Emerald Fennell needs to put her camera down. The filmmaker known for “Saltburn” and “Promising Young Woman” tried her hand at adapting one of the most nuanced pieces of media, Emily Brontë’s classic novel Wuthering Heights, and failed miserably.
The film focuses too much on aesthetics and lacks substance entirely. It looks good, but there is nothing there. Not to mention the obvious: Margot Robbie cannot play a sixteen-year-old, and Jacob Elordi is a white man from Australia, not a Romani person. And the two don’t even have sexual chemistry.
From the moment I heard about the movie, I knew I wouldn’t like it for reasons I’ll get into, but I still had a glimmer of hope. I thought the “Wuthering Heights” title indicated some sort of meta moment, like a film aware of itself–perhaps it would be a commentary on someone interpreting the novel for the first time? Alas, I was so, so wrong.
I love this book. It is a masterclass in Gothic literature and deserves its classic status in the canon, so as a person forever entranced by Brontë’s prose and as a literature student, I have much to say.
For those who are unaware, Wuthering Heights is a commentary on race, class, and generational trauma. The form of the novel is set up in a haunting, gothic manner–Catherine haunts Heathcliff and her ghostly presence is forever a reminder of his forsaken potential. This is not a love story. This is about two characters, foils of one another, who are so deep into the moral black there is no way to resolve it, so the book’s only hope for resolution is its next generation. (Mind you, Fennell cut the entire second half from the movie. I was so upset that I made my first ever one star review on Letterboxd).
Cathy was a complex, deluded, cowardly brat. Heathcliff was subjected to plethoras of violence and rejection in his childhood, never healed from it, so he perpetuates that violence in adulthood. Fennell’s adaptation barely scratches the surface of any of these themes.
Instead of becoming an inherently horrible human being (beckoning important questions on the ever-present nature vs. nurture problem) Heathcliff is given the “toxic bad boy” trope treatment. He’s toxic so the audience is supposed to love him–they are supposed to forget about his assault and mistreatment of Isabella (his wife), and consider their scenes erotic, consensual. I couldn’t help but wonder if Fennell was trying to turn Heathcliff into a version of Mr. Darcy that’s into BDSM or something.
A huge problem I have is that Heathcliff is not meant to be white in the novel and that is a major reason for his being discriminated against and subjected to structural violence by Catherine’s brother, Hindley.
If someone is going to adapt this story, the bare minimum would involve not casting a white man. Fennell couldn’t even do that. Why? She loves Jacob Elordi too much, so much so that she was willing to let representation fall by the wayside. Once again, Fennell favors aesthetics over substance–the aesthetics in question being Elordi’s abs.
Now, if you know anything about Emerald Fennell, it’s that she has to make literally everything about sex. Don’t call me a prude–I’m not one, I swear, I just think that there is a time and place for eroticism in film. Wuthering Heights is not the time nor the place. Every other scene was trying to be erotic in some way but came off as cringe or disgusting. Fennell was trying to do weird sensual imagery with food, but there was no philosophy behind it, so every attempt fell flat.
In one scene, someone is baking and cracking eggs. The camera focuses on the egg yolk and the gooey whites. In another, Cathy pokes a jello fish at the dinner table. These scenes made literally no sense and didn’t even get a laugh from me. It was like Fennell was trying to reheat her own Saltburn nachos in the ickiest way possible. It wasn’t experimental, nuanced, or avant garde–it was just abject in a laughable way.
More on that, the BDSM and kink stuff was entirely misplaced and made no sense. Two characters that were originally depicted as god-fearing, mumbling comedic relief, were instead showcased a la S&M by Rihanna in a wooden shed. It, again, made no sense. I don’t think the Georgians got down like that.
The scene with Isabella made me the angriest. In the book, Isabella is a literal innocent child subjected to sexual assault by Heathcliff. Fennell fetishizes her in the movie, turning her into some sort of submissive who willingly wears dog collars and barks. It was so distasteful and disheartening to see.
The score by Charli XCX was good, but putting “House” in the first scene elicited many silent giggles from me in the theater. The costumes were misplaced as well. Margot Robbie looks like Holiday Barbie or a Twin Peaks employee wearing milkmaid costumes.
I think it would be in Fennell’s best interest to write a heartfelt apology to the Brontë estate. I bet a trillion bucks that Emily is rolling over in her grave. So are literary scholars everywhere.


WORK TASK
Would you reproduce every line of the material exactly?

========

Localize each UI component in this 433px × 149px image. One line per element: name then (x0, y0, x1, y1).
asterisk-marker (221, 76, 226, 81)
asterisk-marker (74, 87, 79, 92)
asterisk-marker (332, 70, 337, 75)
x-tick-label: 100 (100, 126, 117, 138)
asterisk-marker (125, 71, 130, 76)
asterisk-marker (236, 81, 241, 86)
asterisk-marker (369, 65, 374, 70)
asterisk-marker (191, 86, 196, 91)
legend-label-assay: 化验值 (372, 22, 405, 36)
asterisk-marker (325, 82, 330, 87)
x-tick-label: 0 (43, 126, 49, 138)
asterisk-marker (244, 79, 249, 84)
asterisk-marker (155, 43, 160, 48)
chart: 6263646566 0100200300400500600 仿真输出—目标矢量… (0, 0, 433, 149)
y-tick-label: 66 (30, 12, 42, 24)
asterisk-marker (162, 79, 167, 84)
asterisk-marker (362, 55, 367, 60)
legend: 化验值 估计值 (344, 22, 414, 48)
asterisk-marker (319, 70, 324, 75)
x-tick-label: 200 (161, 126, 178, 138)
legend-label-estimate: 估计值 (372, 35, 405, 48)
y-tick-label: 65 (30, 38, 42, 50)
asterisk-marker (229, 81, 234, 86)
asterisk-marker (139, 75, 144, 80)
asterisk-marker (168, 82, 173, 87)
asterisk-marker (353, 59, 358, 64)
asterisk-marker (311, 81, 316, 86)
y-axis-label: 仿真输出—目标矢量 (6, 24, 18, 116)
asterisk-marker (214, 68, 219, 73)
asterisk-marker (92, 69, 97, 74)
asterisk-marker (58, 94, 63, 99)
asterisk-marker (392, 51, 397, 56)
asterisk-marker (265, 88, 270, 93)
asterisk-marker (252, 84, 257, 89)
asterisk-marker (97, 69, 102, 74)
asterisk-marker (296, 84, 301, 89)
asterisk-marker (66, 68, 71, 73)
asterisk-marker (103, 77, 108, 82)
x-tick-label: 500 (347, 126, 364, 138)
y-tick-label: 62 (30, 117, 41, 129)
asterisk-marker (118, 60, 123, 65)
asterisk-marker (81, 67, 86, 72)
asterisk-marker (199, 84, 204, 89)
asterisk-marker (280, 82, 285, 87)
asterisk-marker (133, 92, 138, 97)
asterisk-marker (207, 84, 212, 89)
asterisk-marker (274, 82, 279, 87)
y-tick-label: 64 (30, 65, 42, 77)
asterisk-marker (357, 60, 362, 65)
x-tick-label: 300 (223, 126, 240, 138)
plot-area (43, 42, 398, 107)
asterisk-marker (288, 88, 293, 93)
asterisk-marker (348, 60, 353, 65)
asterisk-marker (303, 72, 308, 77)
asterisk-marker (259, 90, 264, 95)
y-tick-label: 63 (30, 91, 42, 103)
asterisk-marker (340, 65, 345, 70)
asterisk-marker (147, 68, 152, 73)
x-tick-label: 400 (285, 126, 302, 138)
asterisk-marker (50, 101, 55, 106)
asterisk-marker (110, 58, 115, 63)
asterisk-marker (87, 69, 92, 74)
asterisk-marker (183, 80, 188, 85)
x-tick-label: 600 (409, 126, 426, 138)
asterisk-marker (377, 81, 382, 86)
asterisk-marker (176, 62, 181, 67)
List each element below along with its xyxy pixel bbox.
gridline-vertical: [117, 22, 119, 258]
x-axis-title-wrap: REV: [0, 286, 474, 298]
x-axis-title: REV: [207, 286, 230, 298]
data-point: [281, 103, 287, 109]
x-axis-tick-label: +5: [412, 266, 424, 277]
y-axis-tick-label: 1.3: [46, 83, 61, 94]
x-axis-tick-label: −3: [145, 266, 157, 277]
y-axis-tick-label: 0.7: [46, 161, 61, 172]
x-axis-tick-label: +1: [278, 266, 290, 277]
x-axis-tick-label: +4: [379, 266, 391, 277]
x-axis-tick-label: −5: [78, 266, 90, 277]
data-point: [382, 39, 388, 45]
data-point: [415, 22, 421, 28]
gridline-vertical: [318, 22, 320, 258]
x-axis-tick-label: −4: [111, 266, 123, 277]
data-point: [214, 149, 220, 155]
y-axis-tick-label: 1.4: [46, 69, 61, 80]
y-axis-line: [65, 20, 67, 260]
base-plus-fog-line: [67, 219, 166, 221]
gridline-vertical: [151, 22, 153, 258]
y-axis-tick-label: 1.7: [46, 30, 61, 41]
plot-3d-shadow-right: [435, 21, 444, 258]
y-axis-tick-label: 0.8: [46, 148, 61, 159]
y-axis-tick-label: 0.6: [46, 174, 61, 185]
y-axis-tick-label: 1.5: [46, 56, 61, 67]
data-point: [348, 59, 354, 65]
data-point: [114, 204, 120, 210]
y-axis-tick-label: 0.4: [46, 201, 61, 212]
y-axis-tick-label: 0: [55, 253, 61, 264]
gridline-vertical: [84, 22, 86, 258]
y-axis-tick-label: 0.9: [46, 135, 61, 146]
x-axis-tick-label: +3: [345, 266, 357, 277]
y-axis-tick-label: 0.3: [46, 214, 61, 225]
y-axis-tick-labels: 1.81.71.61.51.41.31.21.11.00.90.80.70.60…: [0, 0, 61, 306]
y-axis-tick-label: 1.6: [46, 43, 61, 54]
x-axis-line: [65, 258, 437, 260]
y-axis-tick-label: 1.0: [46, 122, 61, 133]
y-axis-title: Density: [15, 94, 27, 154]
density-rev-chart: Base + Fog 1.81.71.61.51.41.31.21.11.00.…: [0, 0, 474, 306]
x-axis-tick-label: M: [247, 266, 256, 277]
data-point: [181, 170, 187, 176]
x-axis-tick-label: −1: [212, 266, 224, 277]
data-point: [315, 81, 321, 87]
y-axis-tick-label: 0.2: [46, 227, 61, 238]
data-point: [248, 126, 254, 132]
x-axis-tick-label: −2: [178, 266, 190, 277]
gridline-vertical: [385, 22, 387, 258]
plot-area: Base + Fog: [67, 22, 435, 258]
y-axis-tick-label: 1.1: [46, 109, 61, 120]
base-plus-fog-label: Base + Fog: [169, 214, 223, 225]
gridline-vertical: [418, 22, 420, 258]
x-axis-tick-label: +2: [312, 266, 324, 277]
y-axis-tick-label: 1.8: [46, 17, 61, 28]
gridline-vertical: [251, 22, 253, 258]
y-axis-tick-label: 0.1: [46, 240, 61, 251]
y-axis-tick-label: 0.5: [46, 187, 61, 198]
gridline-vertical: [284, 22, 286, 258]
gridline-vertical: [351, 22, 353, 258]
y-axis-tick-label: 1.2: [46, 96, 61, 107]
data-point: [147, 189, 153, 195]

========

SOLUTION TO THE PROBLEM
Localize each UI component in this 433px × 149px image. One line per element: name then (x0, y0, x1, y1).
asterisk-marker (221, 76, 226, 81)
asterisk-marker (74, 87, 79, 92)
asterisk-marker (332, 70, 337, 75)
x-tick-label: 100 (100, 126, 117, 138)
asterisk-marker (125, 71, 130, 76)
asterisk-marker (236, 81, 241, 86)
asterisk-marker (369, 65, 374, 70)
asterisk-marker (191, 86, 196, 91)
legend-label-assay: 化验值 (372, 22, 405, 36)
asterisk-marker (325, 82, 330, 87)
x-tick-label: 0 (43, 126, 49, 138)
asterisk-marker (244, 79, 249, 84)
asterisk-marker (155, 43, 160, 48)
chart: 6263646566 0100200300400500600 仿真输出—目标矢量… (0, 0, 433, 149)
y-tick-label: 66 (30, 12, 42, 24)
asterisk-marker (162, 79, 167, 84)
asterisk-marker (362, 55, 367, 60)
legend: 化验值 估计值 (344, 22, 414, 48)
asterisk-marker (319, 70, 324, 75)
x-tick-label: 200 (161, 126, 178, 138)
legend-label-estimate: 估计值 (372, 35, 405, 48)
y-tick-label: 65 (30, 38, 42, 50)
asterisk-marker (229, 81, 234, 86)
asterisk-marker (139, 75, 144, 80)
asterisk-marker (168, 82, 173, 87)
asterisk-marker (353, 59, 358, 64)
asterisk-marker (311, 81, 316, 86)
y-axis-label: 仿真输出—目标矢量 (6, 24, 18, 116)
asterisk-marker (214, 68, 219, 73)
asterisk-marker (92, 69, 97, 74)
asterisk-marker (58, 94, 63, 99)
asterisk-marker (392, 51, 397, 56)
asterisk-marker (265, 88, 270, 93)
asterisk-marker (252, 84, 257, 89)
asterisk-marker (97, 69, 102, 74)
asterisk-marker (296, 84, 301, 89)
asterisk-marker (66, 68, 71, 73)
asterisk-marker (103, 77, 108, 82)
x-tick-label: 500 (347, 126, 364, 138)
y-tick-label: 62 (30, 117, 41, 129)
asterisk-marker (118, 60, 123, 65)
asterisk-marker (81, 67, 86, 72)
asterisk-marker (199, 84, 204, 89)
asterisk-marker (280, 82, 285, 87)
asterisk-marker (133, 92, 138, 97)
asterisk-marker (207, 84, 212, 89)
asterisk-marker (274, 82, 279, 87)
y-tick-label: 64 (30, 65, 42, 77)
asterisk-marker (357, 60, 362, 65)
x-tick-label: 300 (223, 126, 240, 138)
plot-area (43, 42, 398, 107)
asterisk-marker (288, 88, 293, 93)
asterisk-marker (348, 60, 353, 65)
asterisk-marker (303, 72, 308, 77)
asterisk-marker (259, 90, 264, 95)
y-tick-label: 63 (30, 91, 42, 103)
asterisk-marker (340, 65, 345, 70)
asterisk-marker (147, 68, 152, 73)
x-tick-label: 400 (285, 126, 302, 138)
asterisk-marker (50, 101, 55, 106)
asterisk-marker (110, 58, 115, 63)
asterisk-marker (87, 69, 92, 74)
asterisk-marker (183, 80, 188, 85)
x-tick-label: 600 (409, 126, 426, 138)
asterisk-marker (377, 81, 382, 86)
asterisk-marker (176, 62, 181, 67)
List each element below along with its xyxy pixel bbox.
gridline-vertical: [117, 22, 119, 258]
x-axis-title-wrap: REV: [0, 286, 474, 298]
x-axis-title: REV: [207, 286, 230, 298]
data-point: [281, 103, 287, 109]
x-axis-tick-label: +5: [412, 266, 424, 277]
y-axis-tick-label: 1.3: [46, 83, 61, 94]
x-axis-tick-label: −3: [145, 266, 157, 277]
y-axis-tick-label: 0.7: [46, 161, 61, 172]
x-axis-tick-label: +1: [278, 266, 290, 277]
x-axis-tick-label: +4: [379, 266, 391, 277]
x-axis-tick-label: −5: [78, 266, 90, 277]
data-point: [382, 39, 388, 45]
data-point: [415, 22, 421, 28]
gridline-vertical: [318, 22, 320, 258]
x-axis-tick-label: −4: [111, 266, 123, 277]
data-point: [214, 149, 220, 155]
y-axis-tick-label: 1.4: [46, 69, 61, 80]
y-axis-line: [65, 20, 67, 260]
base-plus-fog-line: [67, 219, 166, 221]
gridline-vertical: [151, 22, 153, 258]
y-axis-tick-label: 1.7: [46, 30, 61, 41]
plot-3d-shadow-right: [435, 21, 444, 258]
y-axis-tick-label: 0.8: [46, 148, 61, 159]
y-axis-tick-label: 0.6: [46, 174, 61, 185]
y-axis-tick-label: 1.5: [46, 56, 61, 67]
data-point: [348, 59, 354, 65]
data-point: [114, 204, 120, 210]
y-axis-tick-label: 0.4: [46, 201, 61, 212]
y-axis-tick-label: 0: [55, 253, 61, 264]
gridline-vertical: [84, 22, 86, 258]
y-axis-tick-label: 0.9: [46, 135, 61, 146]
x-axis-tick-label: +3: [345, 266, 357, 277]
y-axis-tick-label: 0.3: [46, 214, 61, 225]
y-axis-tick-labels: 1.81.71.61.51.41.31.21.11.00.90.80.70.60…: [0, 0, 61, 306]
y-axis-tick-label: 1.6: [46, 43, 61, 54]
x-axis-line: [65, 258, 437, 260]
y-axis-tick-label: 1.0: [46, 122, 61, 133]
y-axis-title: Density: [15, 94, 27, 154]
density-rev-chart: Base + Fog 1.81.71.61.51.41.31.21.11.00.…: [0, 0, 474, 306]
x-axis-tick-label: M: [247, 266, 256, 277]
data-point: [181, 170, 187, 176]
x-axis-tick-label: −1: [212, 266, 224, 277]
data-point: [315, 81, 321, 87]
y-axis-tick-label: 0.2: [46, 227, 61, 238]
data-point: [248, 126, 254, 132]
x-axis-tick-label: −2: [178, 266, 190, 277]
gridline-vertical: [385, 22, 387, 258]
plot-area: Base + Fog: [67, 22, 435, 258]
y-axis-tick-label: 1.1: [46, 109, 61, 120]
base-plus-fog-label: Base + Fog: [169, 214, 223, 225]
gridline-vertical: [418, 22, 420, 258]
x-axis-tick-label: +2: [312, 266, 324, 277]
y-axis-tick-label: 1.8: [46, 17, 61, 28]
gridline-vertical: [251, 22, 253, 258]
y-axis-tick-label: 0.1: [46, 240, 61, 251]
y-axis-tick-label: 0.5: [46, 187, 61, 198]
gridline-vertical: [284, 22, 286, 258]
gridline-vertical: [351, 22, 353, 258]
y-axis-tick-label: 1.2: [46, 96, 61, 107]
data-point: [147, 189, 153, 195]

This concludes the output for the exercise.